On Fri, 2007-02-09 at 03:22 -0800, Don Hopkins wrote:
> Thanks a lot for writing the activity tutorial, and for answering 
> questions about them!
> 
> I have some questions about activities, and would appreciate anything 
> tips you can give me, please:
> 
> What's a good example of an activity that starts and manages another X11 
> process, like Squeak?

Not really, because people who write those activities usually don't take
the time to put in real D-Bus support, which makes it all a hack.  You
then need the shim layer, which might talk to the real activity over a
unix domain socket, but that's just silly.  It's quite a bit easier to
just add the D-Bus support.

> What are the issues surrounding activities that are implemented as 
> external processes, as opposed to activities implemented in Python?
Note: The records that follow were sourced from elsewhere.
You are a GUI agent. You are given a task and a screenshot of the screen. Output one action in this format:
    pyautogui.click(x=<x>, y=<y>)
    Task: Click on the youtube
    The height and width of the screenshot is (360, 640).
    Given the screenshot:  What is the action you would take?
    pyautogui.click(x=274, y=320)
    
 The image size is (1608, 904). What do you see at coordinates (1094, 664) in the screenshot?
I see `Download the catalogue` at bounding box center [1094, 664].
You need D-Bus support.  There's nothing preventing you from writing an
activity in any of the languages/libraries that D-Bus has bindings for
(C, C++, C#, Python, Qt, GLib, and more).  It just happens that in
Python, it's _so_ easy to write D-Bus enabled apps.

> Is it possible to program activities in Python that run in the Sugar 
> "desktop manager" process (or whatever it's called), or do they run as 
> separate Python processes?

No, not at this time.

> I suppose that would make it possible to quickly start light weight 
> activities, but it would not firewall them from each other and restrict 
> their privileges... How's that intended to work?

It's not intended to work at this time.

> Can you make light weight (to use an ancient term) "desk accessory" 
> sub-activities that are built into the Sugar manager, that you can pop 
> up and use quickly while in other activities? (Kinda like the chat 
> window?) Are those considered activities, or are they called something 
> else?

There aren't currently plans for this, but it's something we've talked
about on and off for a while.  We haven't yet decided whether to support
these or not.

> I'm interested to know what ways there are to hook into the Sugar user 
> interface, and plug in various kinds of user interface thingamabobs.

There aren't any ways right now.  That's not to say there won't be a way
in the future, but I'd caution you that this breaks trust and security
models in a few ways.

In any case, what type of applets were you thinking about?  There may be
alternate ways of achieving the functionality that you'd like to have.